Between Fitness and Death: Disability and Slavery in the Caribbean

Front Cover
University of Illinois Press, Apr 13, 2020 - Social Science - 272 pages
Long before the English became involved in the African slave trade, they imagined Africans as monstrous and deformed beings. The English drew on pre-existing European ideas about monstrosity and deformity to argue that Africans were a monstrous race, suspended between human and animal, and as such only fit for servitude. Joining blackness to disability transformed English ideas about defective bodies and minds. It also influenced understandings of race and ability even as it shaped the embodied reality of people enslaved in the British Caribbean.

Stefanie Hunt-Kennedy provides a three-pronged analysis of disability in the context of Atlantic slavery. First, she examines the connections of enslavement and representations of disability and the parallel development of English anti-black racism. From there, she moves from realms of representation to reality in order to illuminate the physical, emotional, and psychological impairments inflicted by slavery and endured by the enslaved. Finally, she looks at slave law as a system of enforced disablement.

Audacious and powerful, Between Fitness and Death is a groundbreaking journey into the entwined histories of racism and ableism.

 

Contents

Acknowledgments
The Disabling
Fitness
Disability and
Disability Rhetoric
Notes
Bibliography
Copyright

Other editions - View all

Common terms and phrases

About the author (2020)

Stefanie Hunt-Kennedy is an associate professor at the University of New Brunswick.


■ **Exercise goal**
For each line in the data that includes "Image", make a copy.

■ **Provided records**
--- START ---

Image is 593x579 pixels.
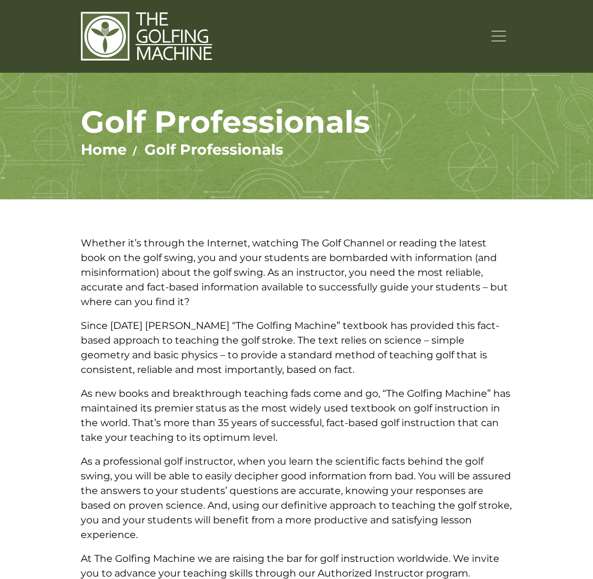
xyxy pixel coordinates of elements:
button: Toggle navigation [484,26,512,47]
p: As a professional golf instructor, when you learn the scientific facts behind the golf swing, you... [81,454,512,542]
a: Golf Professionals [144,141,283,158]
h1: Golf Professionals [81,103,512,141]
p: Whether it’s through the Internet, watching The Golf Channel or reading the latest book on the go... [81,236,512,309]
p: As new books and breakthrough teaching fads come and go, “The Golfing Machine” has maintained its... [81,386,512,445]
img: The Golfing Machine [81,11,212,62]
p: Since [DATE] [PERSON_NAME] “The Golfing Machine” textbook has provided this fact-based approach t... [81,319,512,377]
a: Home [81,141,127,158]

--- END ---
--- START ---

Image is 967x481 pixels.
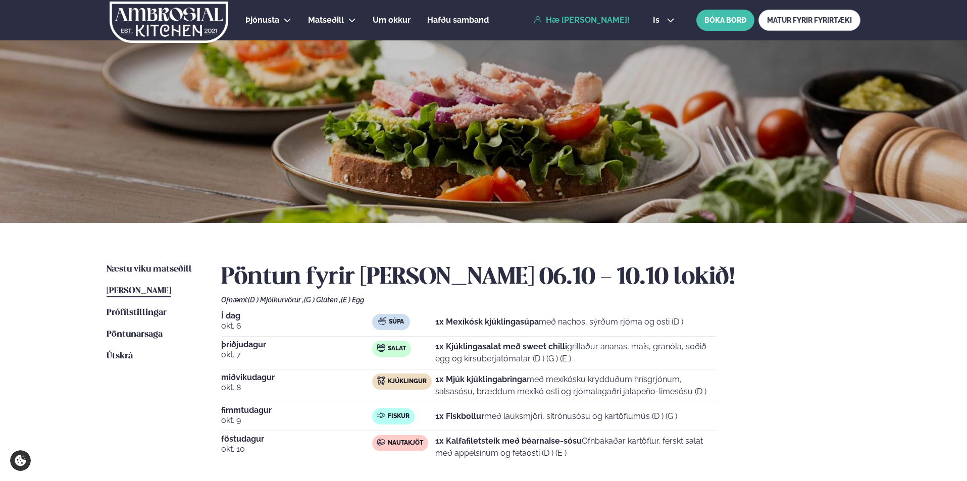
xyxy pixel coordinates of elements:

--- END ---
--- START ---

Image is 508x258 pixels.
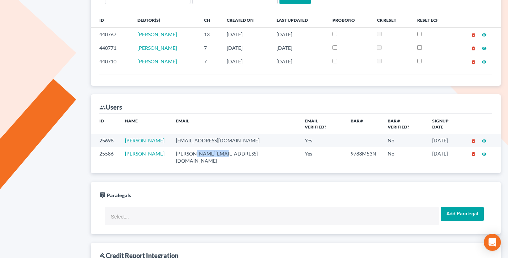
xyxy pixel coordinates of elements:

--- END ---

■ **Answer to this problem**
Image is 593x579 pixels.
Image is 967x481 pixels.
Image is 508x258 pixels.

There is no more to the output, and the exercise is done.